Miller is the former president of the National Basketball Association’s Portland Trailblazers and presently works as the chairman of the advisory board for Jordan Brand, the shoe component owned by the former Chicago Bulls and Washington Wizards professional basketball great Michael Jordan.
However, Miller has had scraps with the law and served time for his crimes. He murdered a teenager as a teen himself and a member of a gang. After his release, about four years later, he violated the law again and was reincarcerated.
Miller did get his life together and received degrees from Temple University and LaSalle University and worked for companies such as Campbell Soup before joining Nike Inc., and the Trailblazers. Miller’s message to anyone listening is that people deserve a second chance.

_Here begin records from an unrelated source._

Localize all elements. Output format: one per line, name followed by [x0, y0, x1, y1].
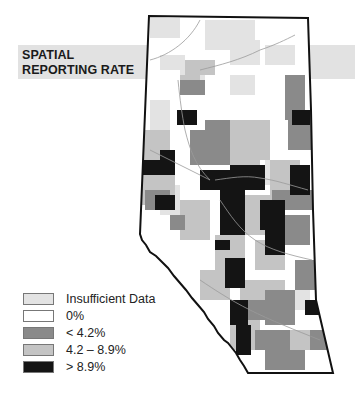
legend-item-low: < 4.2% [23, 324, 155, 341]
legend-item-insufficient: Insufficient Data [23, 290, 155, 307]
legend-swatch-zero [23, 310, 54, 322]
legend-swatch-mid [23, 344, 54, 356]
legend-label: 4.2 – 8.9% [66, 343, 126, 357]
title-line-2: REPORTING RATE [22, 63, 134, 78]
legend-item-mid: 4.2 – 8.9% [23, 341, 155, 358]
map-title: SPATIAL REPORTING RATE [22, 48, 134, 78]
legend-item-zero: 0% [23, 307, 155, 324]
legend-label: 0% [66, 309, 84, 323]
legend-swatch-insufficient [23, 293, 54, 305]
legend-swatch-high [23, 361, 54, 373]
legend-label: < 4.2% [66, 326, 105, 340]
legend-item-high: > 8.9% [23, 358, 155, 375]
legend-label: > 8.9% [66, 360, 105, 374]
legend-swatch-low [23, 327, 54, 339]
map-regions [130, 10, 340, 380]
title-line-1: SPATIAL [22, 48, 134, 63]
legend-label: Insufficient Data [66, 292, 155, 306]
legend: Insufficient Data 0% < 4.2% 4.2 – 8.9% >… [23, 290, 155, 375]
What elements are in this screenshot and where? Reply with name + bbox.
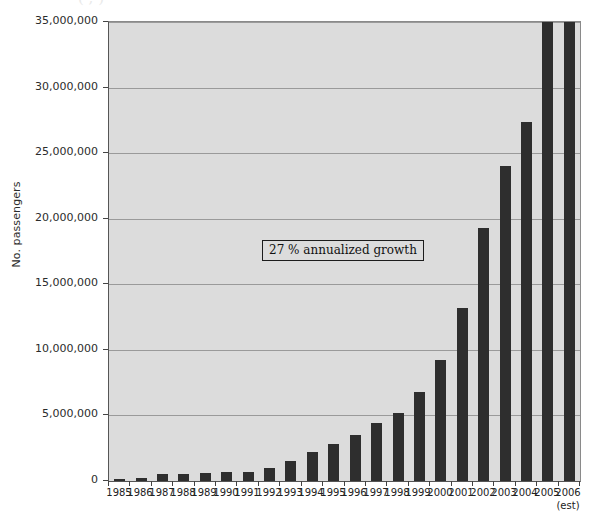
bar xyxy=(478,228,489,481)
clipped-title-text: ( , ) xyxy=(78,0,104,5)
y-axis-tick-mark xyxy=(103,21,108,22)
x-axis-tick-mark xyxy=(451,481,452,486)
bar xyxy=(328,444,339,481)
bar xyxy=(221,472,232,481)
y-axis-tick-mark xyxy=(103,414,108,415)
y-axis-tick-label: 30,000,000 xyxy=(14,80,98,93)
bar xyxy=(500,166,511,481)
y-axis-tick-mark xyxy=(103,218,108,219)
y-axis-tick-label: 25,000,000 xyxy=(14,145,98,158)
y-axis-tick-mark xyxy=(103,283,108,284)
x-axis-tick-mark xyxy=(386,481,387,486)
x-axis-tick-mark xyxy=(258,481,259,486)
bar xyxy=(307,452,318,481)
bar xyxy=(200,473,211,481)
x-axis-tick-mark xyxy=(279,481,280,486)
x-axis-tick-mark xyxy=(579,481,580,486)
y-axis-tick-label: 10,000,000 xyxy=(14,342,98,355)
bar xyxy=(371,423,382,481)
x-axis-tick-mark xyxy=(408,481,409,486)
x-axis-tick-mark xyxy=(108,481,109,486)
bar xyxy=(285,461,296,481)
clipped-title-strip: ( , ) xyxy=(0,0,590,14)
gridline xyxy=(109,22,580,23)
x-axis-estimate-note: (est) xyxy=(551,500,585,511)
bar xyxy=(542,22,553,481)
x-axis-tick-mark xyxy=(301,481,302,486)
x-axis-tick-mark xyxy=(129,481,130,486)
y-axis-tick-mark xyxy=(103,349,108,350)
gridline xyxy=(109,153,580,154)
bar xyxy=(435,360,446,481)
y-axis-tick-label: 35,000,000 xyxy=(14,14,98,27)
y-axis-tick-label: 0 xyxy=(14,473,98,486)
x-axis-tick-mark xyxy=(322,481,323,486)
bar xyxy=(136,478,147,481)
y-axis-tick-mark xyxy=(103,152,108,153)
bar xyxy=(457,308,468,481)
x-axis-tick-mark xyxy=(365,481,366,486)
x-axis-tick-mark xyxy=(558,481,559,486)
annotation-box: 27 % annualized growth xyxy=(262,240,424,261)
bar xyxy=(393,413,404,481)
bar xyxy=(114,479,125,481)
bar xyxy=(521,122,532,481)
x-axis-tick-mark xyxy=(536,481,537,486)
x-axis-tick-mark xyxy=(472,481,473,486)
bar xyxy=(178,474,189,481)
y-axis-tick-label: 20,000,000 xyxy=(14,211,98,224)
y-axis-tick-label: 15,000,000 xyxy=(14,276,98,289)
x-axis-tick-mark xyxy=(215,481,216,486)
y-axis-tick-label: 5,000,000 xyxy=(14,407,98,420)
bar xyxy=(564,22,575,481)
x-axis-tick-mark xyxy=(151,481,152,486)
x-axis-tick-label: 2006 xyxy=(553,487,583,498)
bar xyxy=(414,392,425,481)
x-axis-tick-mark xyxy=(194,481,195,486)
x-axis-tick-mark xyxy=(493,481,494,486)
x-axis-tick-mark xyxy=(344,481,345,486)
bar xyxy=(157,474,168,481)
bar xyxy=(243,472,254,481)
gridline xyxy=(109,88,580,89)
chart-root: ( , ) No. passengers 05,000,00010,000,00… xyxy=(0,0,590,519)
x-axis-tick-mark xyxy=(429,481,430,486)
bar xyxy=(350,435,361,481)
y-axis-tick-mark xyxy=(103,87,108,88)
x-axis-tick-mark xyxy=(515,481,516,486)
x-axis-tick-mark xyxy=(172,481,173,486)
x-axis-tick-mark xyxy=(236,481,237,486)
bar xyxy=(264,468,275,481)
y-axis-title: No. passengers xyxy=(10,165,23,285)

“Committing a crime doesn’t make you a bad person, you just made a mistake,” he said on Sept. 18 at the U.S. Chamber of Commerce’s Reimagining Futures Forum at the U.S. Chamber of Commerce’s headquarters in Northwest D.C.
Miller served as one of the speakers for the event. The forum was designed to encourage business leaders to hire returning citizens.
“We have been working on Second Chance hiring for nearly a decade,” said Glenn Spencer, senior vice president of the employment policy division at the chamber. “It is a spiritual and moral failure not to employ returning citizens. They need to work because if they don’t there is a good chance they will return to a life of crime.”
Second Chance Statistics
The U.S. Chamber reports in its publication “Three Opportunities for Employers to Engage Second Chance Hires,” that 79 million people in the U.S. have an arrest or conviction record. Plus, the publication reports 440,000 people are released from jail every year.
Stephanie Ferguson Melhorn, senior director of Global Employment Policy & Special Initiatives for the U.S. Chamber, said presently that the American economy has more open positions than workers.
“Many businesses cannot find qualified workers,” Melhorn said. “There are 8.2 million jobs available and 7.2 million workers. And, soon in the United States there are going to be more elderly than young people.”
Melhorn said most people who return home from incarceration are of working age, 20-55 years old. She said getting a job is not an easy task.
“It is simply hard to get a job, and it is even harder for returning citizens,” Melhorn said.
She said studies have shown that when a formerly incarcerated person has a job, chances of them going back to prison are significantly reduced. Melhorn also quoted a survey that reported that 85% of human resource leaders say that returning citizens perform well as employees and 81% of business leaders say the same thing.
The senior director of Global Employment Policy & Special Initiatives for the U.S. Chamber said hiring returning citizens is not just a good thing to do.
“It is not just a good deed,” she said,” but a sound business strategy.”
Returning Citizens, Good Business
Shea Zwerver works as a workforce relations and public affairs manager for Flagger Force, a traffic control company that operates in the Mid-Atlantic and southern regions of the U.S. Zwerver said Flagger Force is a strong proponent of hiring returning citizens.
“We offer our employees transportation assistance because we know many of them have trouble getting driver’s licenses due to the lack of an acceptable identification,” she said. “We also have a hardship fund to help them get settled.”
U.S. Rep. Danny Davis (D-Ill.) and Carol Miller (R-W.V.) are co-authors of the Second Chance Reauthorization Act of 2024, which reauthorizes reentry grant programs for five years allowing the federal government to invest in efforts to help people successfully reenter their communities after incarceration.
“Continuing to invest in these evidence-based interventions is a commonsense approach to strengthen individuals, re-build families, and grow our economy,” said Davis, 83.